As NTA turns 70 this year, the Courier team has mined for association gold. We’re digging up the precious pieces of history that shine with accomplishment, from the creation of the first automated marketplace to seating women at the board table for the first time. We’re retelling those incredible stories to celebrate how NTA has paved the way for travel associations—and will continue to be innovators in the industry as we move into better, more prosperous times for travel.
It was 1974 when the then-National Tour Brokers Association’s annual convention was commencing in Virginia at the Hotel Roanoke, and the method of getting attendees their coveted meetings with the industry pros of their choice was a “dance card” appointment program called the Sales-O-Rama.
According to The Building of an Industry: The Official History of the National Tour Association, written by former NTBA president Lynn B. “Spike” Herzig, the program had, by then, seen better days. There were more people in attendance than originally thought (too many suppliers, not enough brokers), and as a result, tour brokers had to double up and share tables to meet with suppliers, known then as “allied members.” And instead of staying behind a designated rope, allied members gathered around tables in hopes of speaking with a broker. (It’s noted the room had low ceilings and no windows, so the lack of natural light and, apparently, fresh air, made things even more tense—and hot.) By the end of it all, everyone was crammed into one small area of the room, called the “bullpen.”


Former NTA Board President (and then-president of Beckham Tours) Bruce Beckham’s recollection of his first NTBA convention in 1972 in St. Augustine, Florida, was a similar story.
“It was chaotic. They had all of the tour operators at 4-foot tables in a convention room. People would stand in a bullpen, all the sellers. They would ring a bell, and it was like a cattle drive, people rushing over to the tables, pushing each other out of the way,” he said. “It worked because tour operators appreciated the fact that they could get some info, but the frustration level on the part of suppliers was high.”
Many complaints rolled in about how the marketplace was being conducted, so at the board meeting in February 1975, Board President Joseph A. Casser put Rick Etherson, who was convention chairman, in charge of finding a solution. He recruited the help of his friend, Dr. Oscar Fowler, a professor of computer science at the University of Tennessee.
“He was a computer expert in 1974, 1975. You didn’t run across those guys often,” Beckham said. “They were few and far between—people of great knowledge of computerization at the time.”
Fowler had said a program could be developed “that would put the choices of both active and allied members together and from that could come a dance card similar to the old Sales-O-Rama—except it would be done ahead of time, it would be accurate, and each participant would know where and what time appointments were scheduled.”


Set down each line of the data below exactly.

**Supplied material:**
#####

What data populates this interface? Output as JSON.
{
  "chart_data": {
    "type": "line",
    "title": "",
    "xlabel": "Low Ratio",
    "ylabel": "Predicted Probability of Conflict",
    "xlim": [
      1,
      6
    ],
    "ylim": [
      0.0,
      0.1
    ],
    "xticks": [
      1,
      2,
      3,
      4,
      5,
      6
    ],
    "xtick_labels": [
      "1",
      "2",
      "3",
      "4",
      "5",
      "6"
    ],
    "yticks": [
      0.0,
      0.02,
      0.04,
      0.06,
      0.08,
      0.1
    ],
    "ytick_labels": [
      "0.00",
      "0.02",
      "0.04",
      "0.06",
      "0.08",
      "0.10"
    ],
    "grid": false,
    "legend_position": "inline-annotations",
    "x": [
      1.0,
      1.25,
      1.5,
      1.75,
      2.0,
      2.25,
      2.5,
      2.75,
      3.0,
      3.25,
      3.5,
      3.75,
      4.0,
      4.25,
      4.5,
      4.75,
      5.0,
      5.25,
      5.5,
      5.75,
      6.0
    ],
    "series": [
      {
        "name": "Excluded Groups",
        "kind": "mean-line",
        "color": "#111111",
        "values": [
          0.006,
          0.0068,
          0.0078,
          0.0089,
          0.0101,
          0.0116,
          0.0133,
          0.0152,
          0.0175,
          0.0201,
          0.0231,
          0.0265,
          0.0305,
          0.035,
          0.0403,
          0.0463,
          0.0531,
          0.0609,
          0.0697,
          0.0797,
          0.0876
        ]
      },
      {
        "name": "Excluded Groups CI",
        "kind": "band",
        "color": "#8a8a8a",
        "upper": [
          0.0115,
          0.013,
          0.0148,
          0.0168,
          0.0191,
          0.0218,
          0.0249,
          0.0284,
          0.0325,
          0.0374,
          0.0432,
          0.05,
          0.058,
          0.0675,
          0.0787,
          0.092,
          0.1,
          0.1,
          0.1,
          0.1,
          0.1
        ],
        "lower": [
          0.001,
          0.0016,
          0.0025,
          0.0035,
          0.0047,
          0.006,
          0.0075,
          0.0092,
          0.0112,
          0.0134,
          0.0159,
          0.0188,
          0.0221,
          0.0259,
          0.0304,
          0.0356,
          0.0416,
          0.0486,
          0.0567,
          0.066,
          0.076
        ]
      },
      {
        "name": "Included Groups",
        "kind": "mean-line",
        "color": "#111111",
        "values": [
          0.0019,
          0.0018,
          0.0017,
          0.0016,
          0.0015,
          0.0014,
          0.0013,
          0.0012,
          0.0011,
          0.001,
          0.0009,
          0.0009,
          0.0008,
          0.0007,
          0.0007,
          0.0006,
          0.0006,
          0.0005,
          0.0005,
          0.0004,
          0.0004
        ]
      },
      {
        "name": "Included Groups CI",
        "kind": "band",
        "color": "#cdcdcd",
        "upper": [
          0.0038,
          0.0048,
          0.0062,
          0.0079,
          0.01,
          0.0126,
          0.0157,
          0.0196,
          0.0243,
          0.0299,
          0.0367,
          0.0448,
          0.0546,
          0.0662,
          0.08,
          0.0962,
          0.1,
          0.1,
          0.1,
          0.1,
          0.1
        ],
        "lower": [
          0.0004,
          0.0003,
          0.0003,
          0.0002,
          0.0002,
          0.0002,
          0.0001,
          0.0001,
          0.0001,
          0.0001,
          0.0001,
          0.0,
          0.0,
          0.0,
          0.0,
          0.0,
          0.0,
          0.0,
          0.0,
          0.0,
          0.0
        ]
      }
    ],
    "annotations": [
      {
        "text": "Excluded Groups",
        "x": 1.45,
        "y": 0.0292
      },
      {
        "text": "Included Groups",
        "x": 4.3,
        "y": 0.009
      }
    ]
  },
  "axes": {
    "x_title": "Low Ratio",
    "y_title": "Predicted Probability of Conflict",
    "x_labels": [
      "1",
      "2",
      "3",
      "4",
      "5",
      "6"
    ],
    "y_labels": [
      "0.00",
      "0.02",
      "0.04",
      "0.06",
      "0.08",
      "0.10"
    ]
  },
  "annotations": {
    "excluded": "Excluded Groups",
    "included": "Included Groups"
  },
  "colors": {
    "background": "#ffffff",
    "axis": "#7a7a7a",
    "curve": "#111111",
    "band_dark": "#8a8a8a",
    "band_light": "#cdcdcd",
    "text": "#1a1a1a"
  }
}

#####

**Answer space:**
What data populates this interface? Output as JSON.
{
  "chart_data": {
    "type": "line",
    "title": "",
    "xlabel": "Low Ratio",
    "ylabel": "Predicted Probability of Conflict",
    "xlim": [
      1,
      6
    ],
    "ylim": [
      0.0,
      0.1
    ],
    "xticks": [
      1,
      2,
      3,
      4,
      5,
      6
    ],
    "xtick_labels": [
      "1",
      "2",
      "3",
      "4",
      "5",
      "6"
    ],
    "yticks": [
      0.0,
      0.02,
      0.04,
      0.06,
      0.08,
      0.1
    ],
    "ytick_labels": [
      "0.00",
      "0.02",
      "0.04",
      "0.06",
      "0.08",
      "0.10"
    ],
    "grid": false,
    "legend_position": "inline-annotations",
    "x": [
      1.0,
      1.25,
      1.5,
      1.75,
      2.0,
      2.25,
      2.5,
      2.75,
      3.0,
      3.25,
      3.5,
      3.75,
      4.0,
      4.25,
      4.5,
      4.75,
      5.0,
      5.25,
      5.5,
      5.75,
      6.0
    ],
    "series": [
      {
        "name": "Excluded Groups",
        "kind": "mean-line",
        "color": "#111111",
        "values": [
          0.006,
          0.0068,
          0.0078,
          0.0089,
          0.0101,
          0.0116,
          0.0133,
          0.0152,
          0.0175,
          0.0201,
          0.0231,
          0.0265,
          0.0305,
          0.035,
          0.0403,
          0.0463,
          0.0531,
          0.0609,
          0.0697,
          0.0797,
          0.0876
        ]
      },
      {
        "name": "Excluded Groups CI",
        "kind": "band",
        "color": "#8a8a8a",
        "upper": [
          0.0115,
          0.013,
          0.0148,
          0.0168,
          0.0191,
          0.0218,
          0.0249,
          0.0284,
          0.0325,
          0.0374,
          0.0432,
          0.05,
          0.058,
          0.0675,
          0.0787,
          0.092,
          0.1,
          0.1,
          0.1,
          0.1,
          0.1
        ],
        "lower": [
          0.001,
          0.0016,
          0.0025,
          0.0035,
          0.0047,
          0.006,
          0.0075,
          0.0092,
          0.0112,
          0.0134,
          0.0159,
          0.0188,
          0.0221,
          0.0259,
          0.0304,
          0.0356,
          0.0416,
          0.0486,
          0.0567,
          0.066,
          0.076
        ]
      },
      {
        "name": "Included Groups",
        "kind": "mean-line",
        "color": "#111111",
        "values": [
          0.0019,
          0.0018,
          0.0017,
          0.0016,
          0.0015,
          0.0014,
          0.0013,
          0.0012,
          0.0011,
          0.001,
          0.0009,
          0.0009,
          0.0008,
          0.0007,
          0.0007,
          0.0006,
          0.0006,
          0.0005,
          0.0005,
          0.0004,
          0.0004
        ]
      },
      {
        "name": "Included Groups CI",
        "kind": "band",
        "color": "#cdcdcd",
        "upper": [
          0.0038,
          0.0048,
          0.0062,
          0.0079,
          0.01,
          0.0126,
          0.0157,
          0.0196,
          0.0243,
          0.0299,
          0.0367,
          0.0448,
          0.0546,
          0.0662,
          0.08,
          0.0962,
          0.1,
          0.1,
          0.1,
          0.1,
          0.1
        ],
        "lower": [
          0.0004,
          0.0003,
          0.0003,
          0.0002,
          0.0002,
          0.0002,
          0.0001,
          0.0001,
          0.0001,
          0.0001,
          0.0001,
          0.0,
          0.0,
          0.0,
          0.0,
          0.0,
          0.0,
          0.0,
          0.0,
          0.0,
          0.0
        ]
      }
    ],
    "annotations": [
      {
        "text": "Excluded Groups",
        "x": 1.45,
        "y": 0.0292
      },
      {
        "text": "Included Groups",
        "x": 4.3,
        "y": 0.009
      }
    ]
  },
  "axes": {
    "x_title": "Low Ratio",
    "y_title": "Predicted Probability of Conflict",
    "x_labels": [
      "1",
      "2",
      "3",
      "4",
      "5",
      "6"
    ],
    "y_labels": [
      "0.00",
      "0.02",
      "0.04",
      "0.06",
      "0.08",
      "0.10"
    ]
  },
  "annotations": {
    "excluded": "Excluded Groups",
    "included": "Included Groups"
  },
  "colors": {
    "background": "#ffffff",
    "axis": "#7a7a7a",
    "curve": "#111111",
    "band_dark": "#8a8a8a",
    "band_light": "#cdcdcd",
    "text": "#1a1a1a"
  }
}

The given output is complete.